4 Little Girls
Some events have an aura of unease, the feeling that something terrible was meant to happen, but few movies based on real life are able to re-create that atmosphere. Oliver Stone’s JFK stands as one of the most successful attempts.
Two months before Kennedy was assassinated in Dallas, four African-American girls were killed in a church bombing in Birmingham, Alabama. Spike Lee’s documentary 4 Little Girls elevates the tragedy to Act of God status. A woman begged her kids not to go to church that day, having dreamt of the building filled with blood. A mother tells her daughter to make sure she looks nice going to church, because you never know whether you’re going to come back. That little girl didn’t.
The bombing was hardly the first in Birmingham, a stronghold of the Klan, a town overseen by the racist police commissioner Bull Connor (who travels around in what’s basically a tank) in a state run by George Wallace. But the attack on September 15, 1963, was too horrible to ignore.
As tragic as the bombing was, its positive repercussions don’t escape Lee. It shook up a largely apathetic nation and reinvigorated the effort to give equal rights to African Americans.

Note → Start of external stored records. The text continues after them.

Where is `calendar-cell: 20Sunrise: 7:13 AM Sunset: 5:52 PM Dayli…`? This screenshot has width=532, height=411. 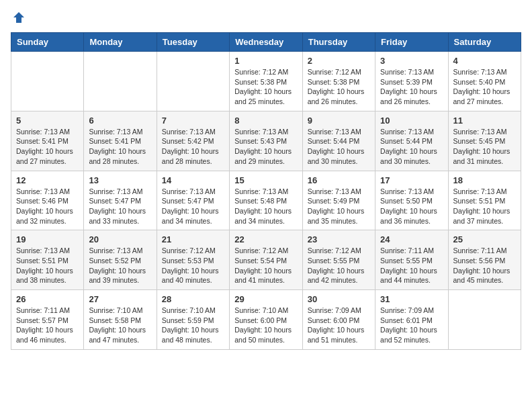
calendar-cell: 20Sunrise: 7:13 AM Sunset: 5:52 PM Dayli… is located at coordinates (120, 261).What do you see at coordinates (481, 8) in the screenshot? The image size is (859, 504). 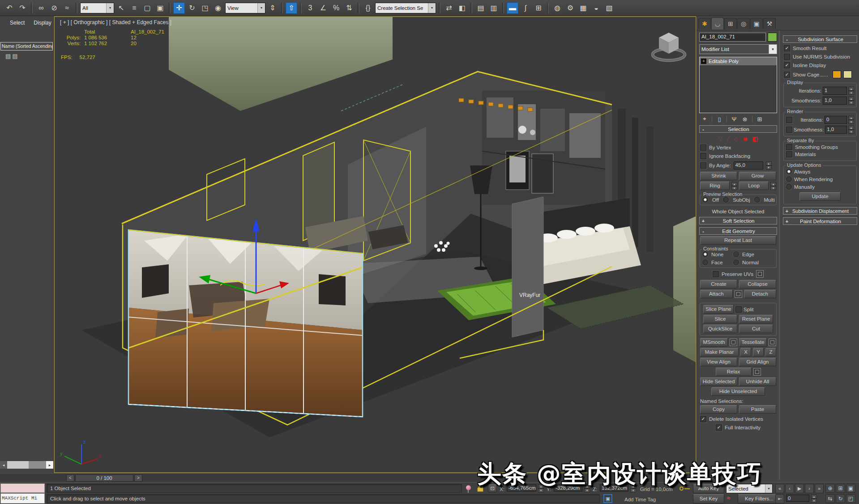 I see `toggle-scene-explorer-icon: ▤` at bounding box center [481, 8].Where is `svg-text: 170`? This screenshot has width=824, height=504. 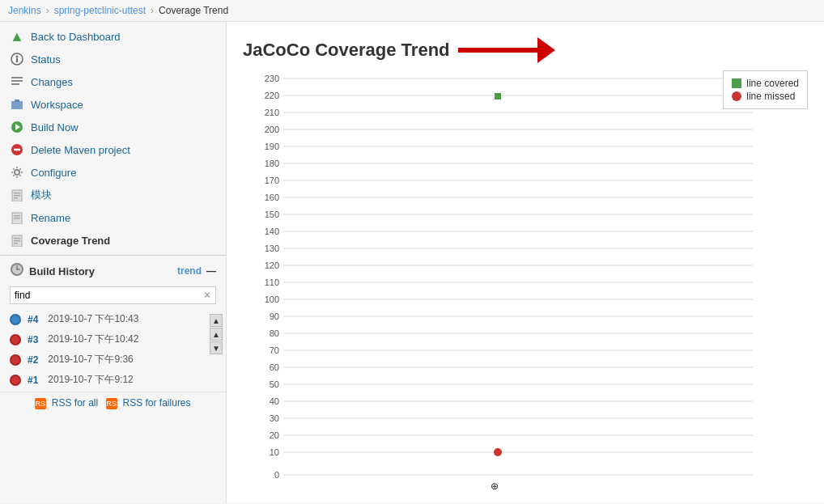 svg-text: 170 is located at coordinates (272, 180).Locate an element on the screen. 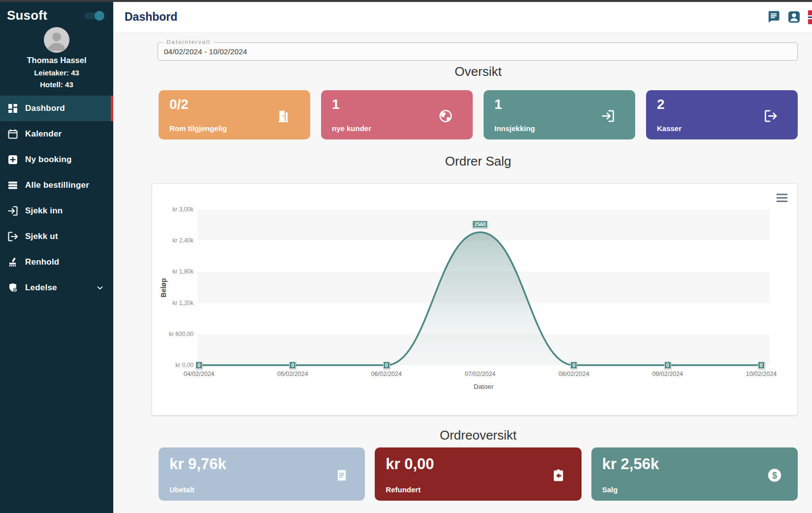  dollar-icon: $ is located at coordinates (775, 475).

The film starts with recollections of the family members of Addie Mae Collins, Denise McNair, Carole Robertson, and Cynthia Wesley. McNair was 11 when she died; the other three were 14. Family members and friends tell domestic stories. Denise McNair’s father explains the pain of having to tell his daughter that she couldn’t buy a sandwich at the whites-only lunch counter.
Lee then expands his inquiry, presenting the bombing in the context of city, state, national, and race politics. This gives the film a rich collection of feelings, thoughts, and ideas. Blame, probably rightly, is heaped on nearly everyone: bigoted government officials, black parents who were afraid to get involved in the Civil Rights movement, leaders who sucked children into the struggle, and on and on. Oddly enough, the actual bombers get off the easiest.

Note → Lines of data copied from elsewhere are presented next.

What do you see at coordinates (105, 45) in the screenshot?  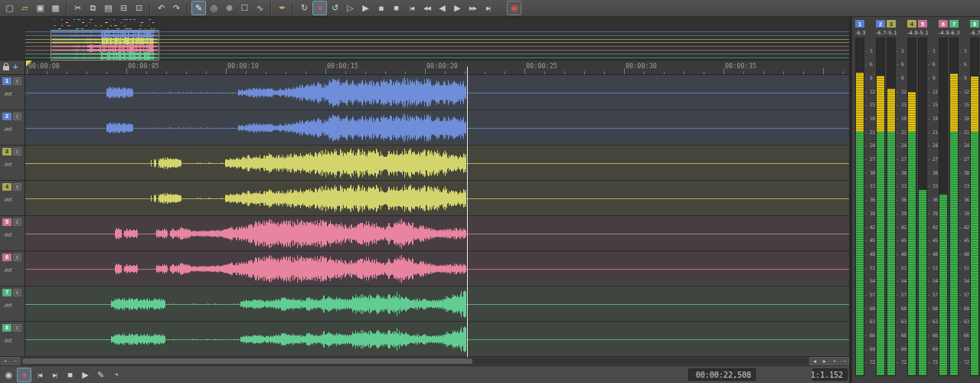 I see `overview-view-box` at bounding box center [105, 45].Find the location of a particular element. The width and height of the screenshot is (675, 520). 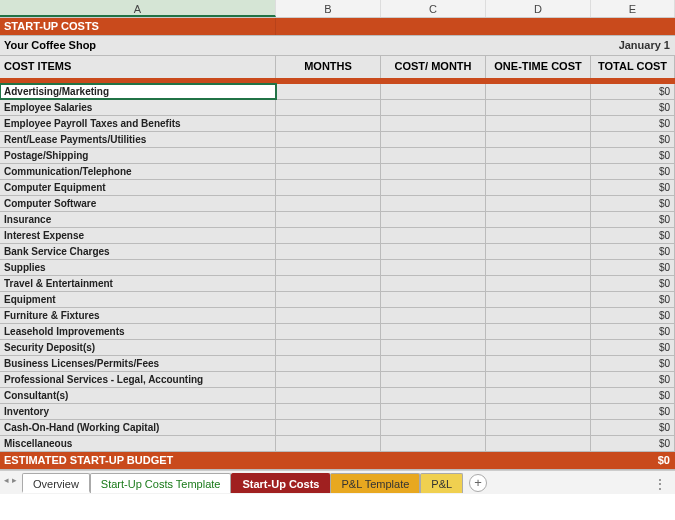

cost-item-label: Postage/Shipping is located at coordinates (138, 156).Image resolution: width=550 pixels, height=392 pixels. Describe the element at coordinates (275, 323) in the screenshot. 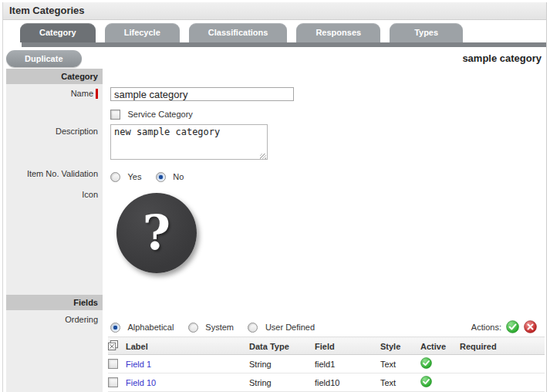

I see `ordering-row: Ordering Alphabetical System User Define…` at that location.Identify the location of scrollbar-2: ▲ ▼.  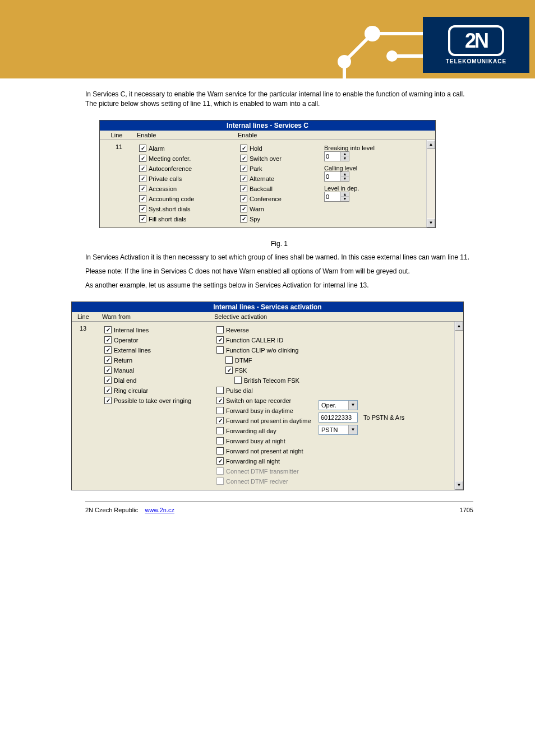
(459, 406).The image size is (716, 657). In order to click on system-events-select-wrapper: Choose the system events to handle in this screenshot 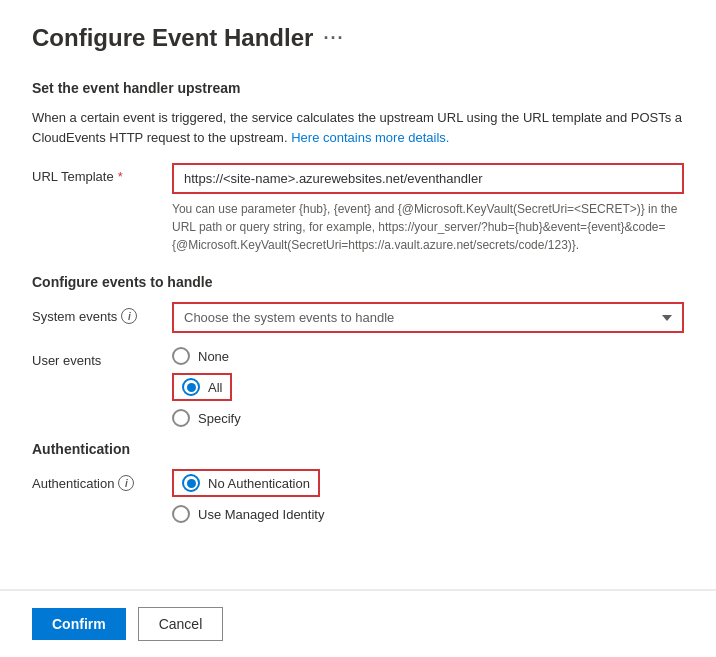, I will do `click(428, 318)`.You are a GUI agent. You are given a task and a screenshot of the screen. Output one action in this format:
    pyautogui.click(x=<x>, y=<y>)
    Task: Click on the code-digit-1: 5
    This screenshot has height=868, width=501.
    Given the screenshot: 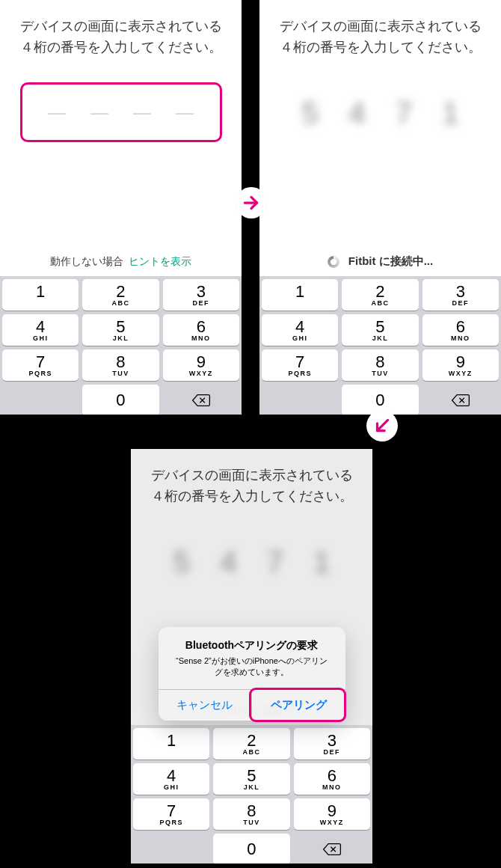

In terms of its material, 4 Little Girls is a perfect match for Lee, who seems to understand race relations better than any other filmmaker today. Stylistically, though, the director works too hard. The intimacy the movie has with family members is strong, but Lee intrudes at odd moments with his off-camera voice and cinematic flourishes. Really, do we need fast zooms and sound effects to make George Wallace a bad guy? His pathetic insistence that his best friend is a black man is damning enough.
And while all the background is interesting, Lee doesn’t know quite when to stop. With four dozen people interviewed in the film, 4 Little Girls makes it difficult to follow exactly who’s who. Lee simply casts too wide a net, and would have been wise to follow the camera’s lead, trained more closely on the faces of the victims’ families.